Questions people ask

What’s the difference between a digital signature and an electronic signature? An electronic signature is any electronic mark of intent to sign, including a typed name or a scanned image, and it carries no cryptographic guarantee by itself. A digital signature is a specific cryptographic mechanism that mathematically proves authenticity and integrity. Reputable e-signature platforms use digital signatures underneath to make their electronic signatures verifiable.

Does a digital signature keep my data secret? No. Signing proves who produced a message and that it wasn’t changed, but the message stays fully readable to anyone. If you also need secrecy, you pair the signature with encryption, which is a separate primitive with a separate key.

Which classical signature algorithms are quantum-vulnerable? All of the widely deployed ones: RSA, ECDSA, and Ed25519 (EdDSA). They all rest on integer factorization or the discrete logarithm problem, both of which Shor’s algorithm solves efficiently on a quantum computer.

Do I need to replace my signatures right now? Not overnight, but you should be inventorying them now and moving the high-stakes, long-lived uses first. NIST’s schedule disallows classical signatures for federal use by 2035, and the roots of trust (CAs, firmware, code signing) take the longest to migrate, so they start earliest.

What is the direct replacement for a classical digital signature? ML-DSA for general-purpose signing, SLH-DSA for conservative long-lived roots of trust, and FN-DSA (still in draft) where compact signatures matter most.

Why do signatures sign a hash of the message instead of the message itself? Public-key operations are slow and work on fixed-size inputs, so signing a short hash lets one signature cover a document of any size efficiently. It also means the security of a signature depends on the hash function underneath it, which is why signature schemes pair with strong hashes like SHA-256.
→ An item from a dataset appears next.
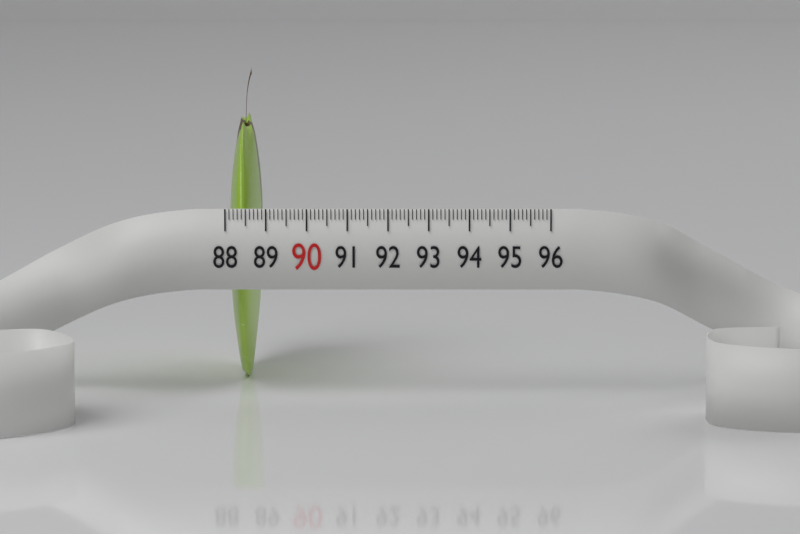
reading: 88.8 (no unit)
Is a digital signature the same as a certificate? No, but they work together. A signature is the cryptographic proof; a certificate is a signed document that binds a public key to an identity, so a certificate is itself an application of signatures. The PKI that issues certificates is a hierarchy of signatures, each authority signing the layer below.
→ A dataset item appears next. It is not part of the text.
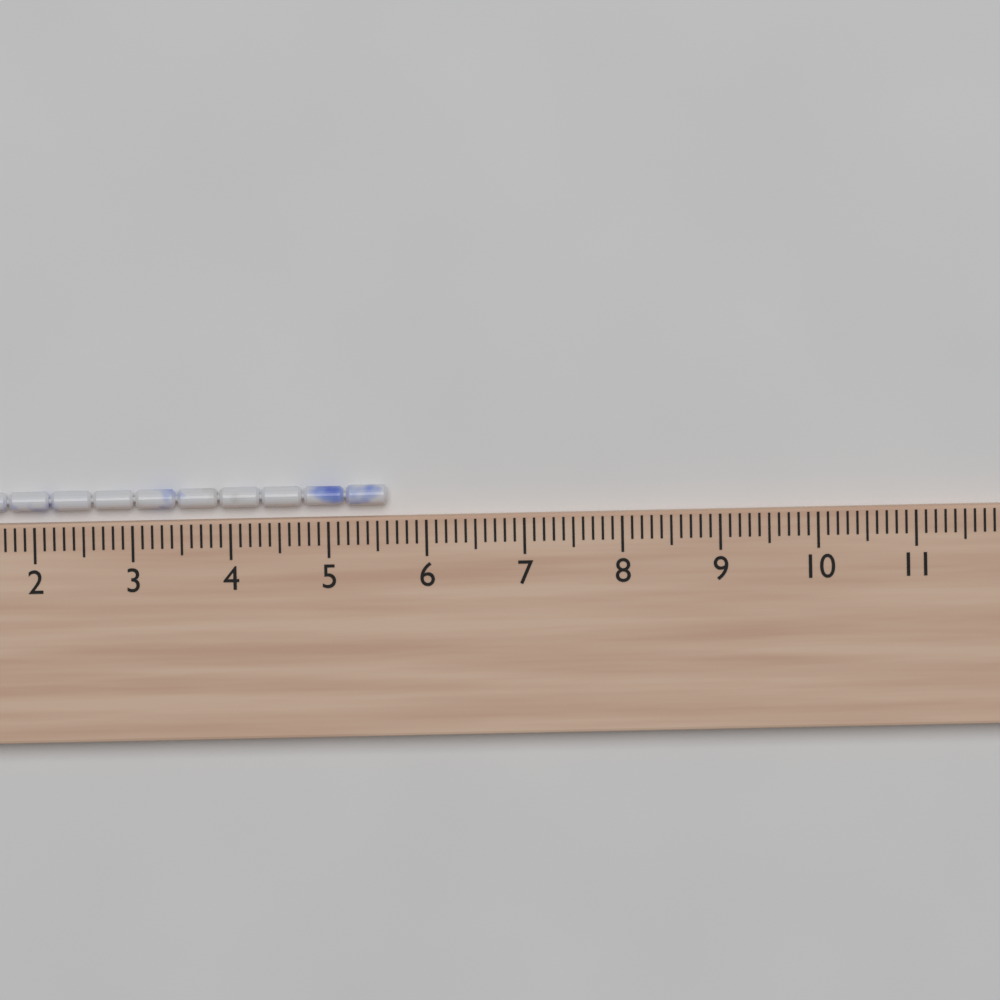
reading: 5.6 cm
How big are post-quantum signatures compared to classical ones? Much bigger. An ECDSA P-256 signature is about 64 bytes; the smallest ML-DSA signature is over 2,400 bytes. That size jump is the main engineering cost of the migration, landing on certificates, parsers, and transport limits.


Everything here is the map, given freely. When your team needs its own signatures and certificates found, sized, and sequenced onto a post-quantum path, that’s the work I do. Request an alignment briefing.

Last verified 2026-07-09 · Maintained by Addie LaMarr, LaMarr Labs.